House Building Material Costs

We had constant increasing costs of building material as well higher cost of tradies over last year or so.

Can someone in the industry give some glimpse how things are looking.

Will prices increase slow down or prices go down after election, when immigration opens up, reducing cost of labour.

Also few other things such as builders under strain, some small builders are going under liquidation. Talks about Metricon…

Comments

  • +1

    The commercial construction company I work for is booked for the next 3 years and are turning away work daily. I have no idea what happened over covid buts it is like a money printer was put into the pockets of our high worth clients….

    • Do you have any view on the material costs/labourers

      • +6

        Costs have gone up 20-30% on all materials/labours in the past 12 months or so. Bricks/Concrete have stayed the same, however with fuel prices shooting up the freight side will probably force slight price increases on these soon enough. I have been told to expect more price rises in November for steel products including reinforcement. Availability of trades/material is still tight. Definitely will see a lot more building companies in financial stress. I don't see things settling down for another 24 months. The prices set today are now just the accepted rates and in my opinion wont go down, may have some increases left (10%?) but I think things have pretty much settled.

  • +4

    Immigration isn't going to help much as the labour costs in construction are mostly for trade qualified contractors. The building companies that are going bankrupt are doing so because they tendered for big jobs on small profit margins and now that material/labour costs have increased they are taking losses on those contracts.

  • +3

    Ask Metricon.. they are in shit now too

    • News out today that they are going under. Having "crisis" talks with The Victorian Government.

      That's what has been said on Sunrise this morning.

      • You'd be shitting hot coals if you had a deposit out with any home builder right now… Theres NO WAY I'd hand over $1.00 to any of them right now.

  • +4

    20% to 30% increases in reinforcing steel costs since December. 10 to 15% in concrete. Some PVC Pipe and fittings are up over 50%!!
    We’ve lost most of our domestic capacity to manufacture a lot of materials, so it won’t improve until the lockdowns in China end. While they continue to pursue zero-Covid, Chinese factories are empty and ships are stuck offshore wondering when they might get loaded again.
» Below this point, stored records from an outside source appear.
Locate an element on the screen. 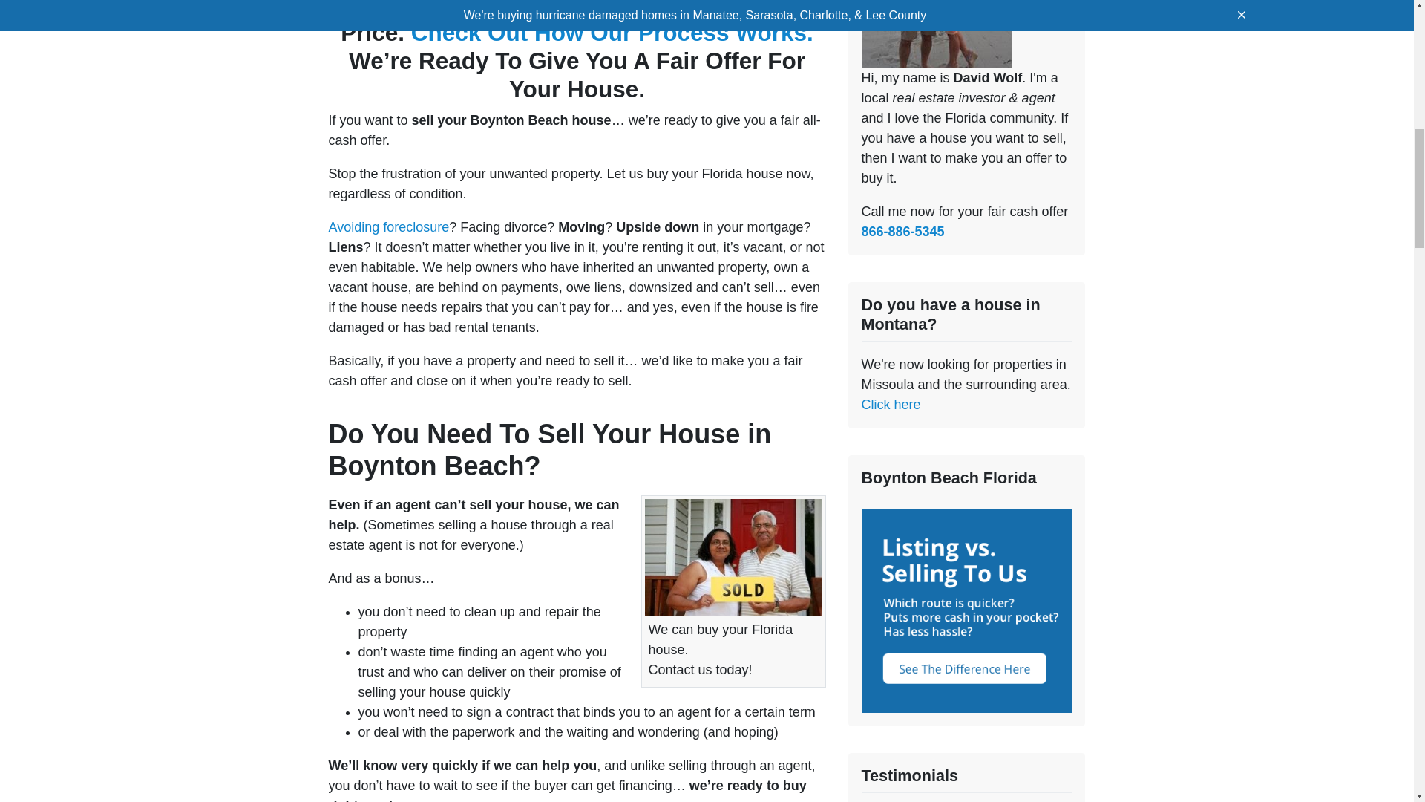 This screenshot has height=802, width=1425. 866-886-5345 is located at coordinates (902, 232).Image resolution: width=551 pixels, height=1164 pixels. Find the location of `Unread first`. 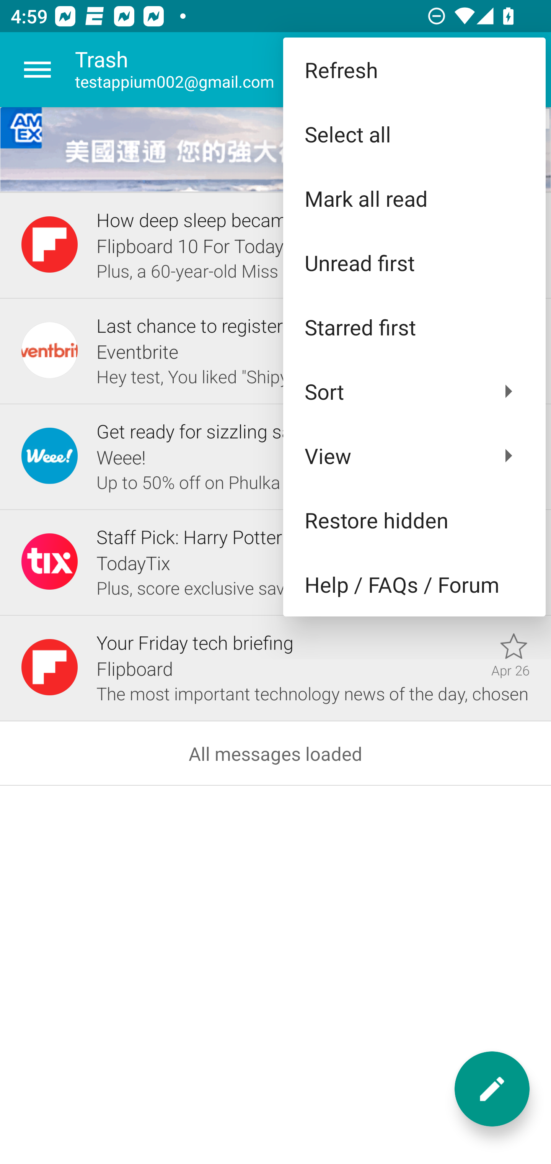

    • So, right now the Chinese companies produce 30% less but are earning the same money as before?

  • From a building cost (materials perspective) it is here to stay for the next 12-36 months at minimum.
    Source: My opinion based on my job and research.

    Even if it drops, you won't see the benefit straight away until the builders start to compete against each other, they are more inclined to only decrease slowly if others are not dropping prices, bank that marrgginnnnn brahh. As more fold, less competition in the market.

  • immigration wont help supply problems

    Steel timber etc all up by heaps

  • +1

    No material prices aren't going down in the feasible future in fact all indications are they are going to keep on rising.
    LVL timber went up 70% over 12 months, its going up a further 35% over the next 3 months, in short this is because of the Russian war.
    Pine prices will go up soon too because there is less global supply of baltic pine due to the Russian war, Australian timber mills are already running at capacity so we will just have to pay more than particularly America to receive sufficient stock.
    Steel to keep rising, that Ukrainian steel plant that was obliterated by Russian bombs was the largest steel producer in Europe.
    Wage costs to rise as low unemployment and high inflation means everyone will be putting their hand out for more coin.

    In saying all that if Metricon go bust it will have a catastrophic impact on the industry, they will bring down a lot of suppliers and subcontractors with them.

  • +1

    Fuel prices up are going to massively impact imports as well as the $ dropping against the USD.

  • In the industry, build our own homes. Don't see much relief coming in the short and medium term. If it's not urgent, i wouldn't be building or signing a contract to build right now. We have sites running but contracts were signed in 2020 so we are still good, our builder could lock prices in early as well. Builders are still dropping like flies and the surviving ones are charging top dollars (understandably) for jobs.

  • Speaking to a customer who is in the roofing industry and he said not only are materials continuing to go up, but the major issue is lack of employees. Many have left and not replaced, so whilst he can make product, can't find installers.

    Container freight has started to cool a but but still paying 6000 to 8000 for an FCL that cost under 2000 pre pandemic.

    Oil price meaning all transport is charging fuel surcharges, which then on top of base RM cost increase is causing substantial increases.

    Ukrainian war and the loss of the largest steel plant in Europe just making it worse..iron ore on way up, only thing holding it back from larger increases are the Chinese lockdowns and subsequent demand drop last few weeks. When the do come back expect ore to return to $150/tonne or more.

    We are expecting no price drops in next 12 months and expecting further increases.